Why I love The Week
: The Week is a magazine born of the Web era.
It is a weblog on paper, a brilliant weblog at that. The only problem is, paper doesn’t come with links.
For me, the appeal of The Week is the same as that of weblogs: These people read the news, all the news, from all over the world, so I don’t have to. They find the best. They discover the things I didn’t discover. They give it to me in quick, witty, pithy bits. They know I’m busy. They also know I’m smart.
This is not like the magazines that came before it. Time and Newsweek stopped summarizing the news decades ago; now they thirst to break news and when they don’t, they turn current events into news for dummies, so well pasturized and homogenized and smoothed out that it might as well be frozen yogurt (vanilla). Reader’s Digest is the magazine our grandparents read because they didn’t like to read.
On the other hand, The Week, like the Web, recognizes that there is a tremendous wealth of information out there that we just don’t have the time (though we do have the intelligence and need) to absorb. So it helps us by finding the best reports and not only summarizing them but also quoting them; it doesn’t try to be smooth like Time and put everything in its voice and under the umbrella of its authority; it repackages the best sources in media and relies on their authority. This, I believe, is a new form of news packaging inspired by the Web and we’ll see more of it. The Week is just leading the way.
I am little surprised I’m saying all this. When my colleague Joe said he was dying to see this magazine before it was launched, I rolled my eyes; the thing sounded cheesey: news lite. But I respect Joe and so I gave The Week a chance and soon became an addict.
It’s useful and informative, provocative and entertaining.
Felix Dennis, the publisher, says it is designed to give you “all you need to know about everything that matters” and do it in an hour and 10 minutes a week. What’s amazing is that it succeeds.
I start each week reading the editor’s note; I can’t say that about any other editor’s note (and I used to have to write them). This one is only two graphs long, about as long as a good blog post. Short is good. That’s what I said when I started Entertainment Weekly: It’s harder and smarter to write short. And every week, The Week Editor William Falk shows it.
Next I read the magazine’s one-page briefing — its backgrounder — on a major story of each week. Sometimes, I miss the beginning of a big story and then I’m too embarrassed to ask about what I missed and newspapers too often don’t fill me in. The Week takes a topic like Kashmir and explains how everybody got in this pickle concisely and smartly and after reading this one well-packaged page, I’m up to speed. It’s a fine service.
Then I read summaries of other major stories with important reporting and commentary from papers around the world.
Next: On three pages, the magazine gives us short squibs on the major stories in countries around the world.
Then I turn to the best columns, letters to the editor, editorial, and editorial cartoons.
I read the best of gossip: “It must be true… I read it in the tabloid.”
I read summaries of current reporting on business, science, health, and sports. I read short features on travel, food, and shopping. I read summaries of reviews of books, plays, movies, and music.
And I always lust after pictures of posh homes for sale around the world ($3.995 million for a nice joint in McLean, Va.).
The Week does all this and more in just 40 pages (only six of them ads).
And it does all this with a tiny staff, the size of which should be the envy of every magazine executive in the country. The masthead of The Week is a marvel of efficiency.
My only criticisms: The magazine is near-impossible to find on newsstands. The design is too British (this is a spin-off of the British publication) and might put off American readers. And it might as well not have a web site. I fear these things limit its growth.
I’m writing all this because I’ve seen that some bloggers are curious about The Week and others haven’t even seen it.
So go looking for it. It is a magazine a blogger should like.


• EXERCISE DESCRIPTION: Repeat exactly the lines of the records below, starting at the line containing "box as [x0,y0,x1,y1]." and ending at the line containing "list each element". Leave the pictures out.

[Entries from a visual dataset]
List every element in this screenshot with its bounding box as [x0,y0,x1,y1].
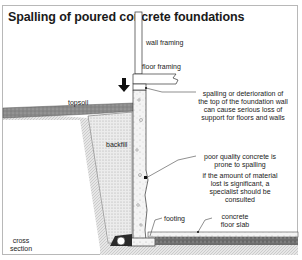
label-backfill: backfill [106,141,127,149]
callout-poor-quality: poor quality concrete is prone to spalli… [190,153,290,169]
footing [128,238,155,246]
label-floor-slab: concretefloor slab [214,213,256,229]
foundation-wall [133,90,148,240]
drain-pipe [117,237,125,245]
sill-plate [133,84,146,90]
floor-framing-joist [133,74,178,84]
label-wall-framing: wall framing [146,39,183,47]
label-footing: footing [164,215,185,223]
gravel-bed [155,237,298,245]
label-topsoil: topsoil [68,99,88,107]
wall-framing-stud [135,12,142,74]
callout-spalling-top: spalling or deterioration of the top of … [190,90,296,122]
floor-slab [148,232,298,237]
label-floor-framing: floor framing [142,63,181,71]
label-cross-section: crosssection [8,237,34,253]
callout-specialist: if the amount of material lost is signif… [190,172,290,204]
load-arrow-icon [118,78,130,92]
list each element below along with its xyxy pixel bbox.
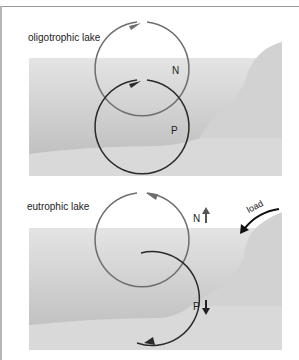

==

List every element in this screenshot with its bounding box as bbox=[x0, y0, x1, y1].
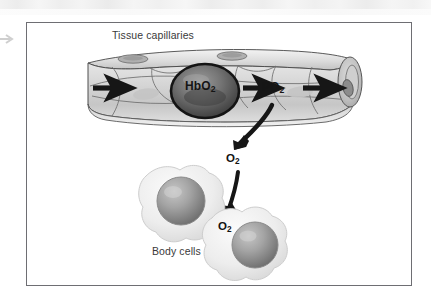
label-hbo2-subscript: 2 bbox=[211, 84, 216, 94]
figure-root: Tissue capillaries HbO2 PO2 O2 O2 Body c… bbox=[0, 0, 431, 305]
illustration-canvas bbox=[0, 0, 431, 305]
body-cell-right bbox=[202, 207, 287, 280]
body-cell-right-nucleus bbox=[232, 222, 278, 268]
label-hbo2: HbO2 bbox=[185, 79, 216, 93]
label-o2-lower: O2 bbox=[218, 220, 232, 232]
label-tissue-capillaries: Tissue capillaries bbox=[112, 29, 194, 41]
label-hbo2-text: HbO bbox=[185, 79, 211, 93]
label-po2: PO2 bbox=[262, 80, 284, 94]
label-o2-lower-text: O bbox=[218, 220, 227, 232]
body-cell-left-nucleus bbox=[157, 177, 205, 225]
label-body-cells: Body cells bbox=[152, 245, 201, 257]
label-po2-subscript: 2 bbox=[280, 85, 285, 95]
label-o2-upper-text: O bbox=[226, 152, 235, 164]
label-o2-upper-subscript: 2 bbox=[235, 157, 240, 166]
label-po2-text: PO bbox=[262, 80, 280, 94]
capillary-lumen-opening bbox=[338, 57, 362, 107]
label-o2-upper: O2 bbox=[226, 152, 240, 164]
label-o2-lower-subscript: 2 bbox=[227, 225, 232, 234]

• COMPLETED TASK:
List every element in this screenshot with its bounding box as [x0,y0,x1,y1].
label-backfill: backfill [106,141,127,149]
callout-poor-quality: poor quality concrete is prone to spalli… [190,153,290,169]
footing [128,238,155,246]
label-floor-slab: concretefloor slab [214,213,256,229]
foundation-wall [133,90,148,240]
drain-pipe [117,237,125,245]
sill-plate [133,84,146,90]
floor-framing-joist [133,74,178,84]
label-wall-framing: wall framing [146,39,183,47]
label-footing: footing [164,215,185,223]
gravel-bed [155,237,298,245]
label-topsoil: topsoil [68,99,88,107]
wall-framing-stud [135,12,142,74]
callout-spalling-top: spalling or deterioration of the top of … [190,90,296,122]
floor-slab [148,232,298,237]
label-floor-framing: floor framing [142,63,181,71]
label-cross-section: crosssection [8,237,34,253]
callout-specialist: if the amount of material lost is signif… [190,172,290,204]
load-arrow-icon [118,78,130,92]
list each element below along with its xyxy pixel bbox.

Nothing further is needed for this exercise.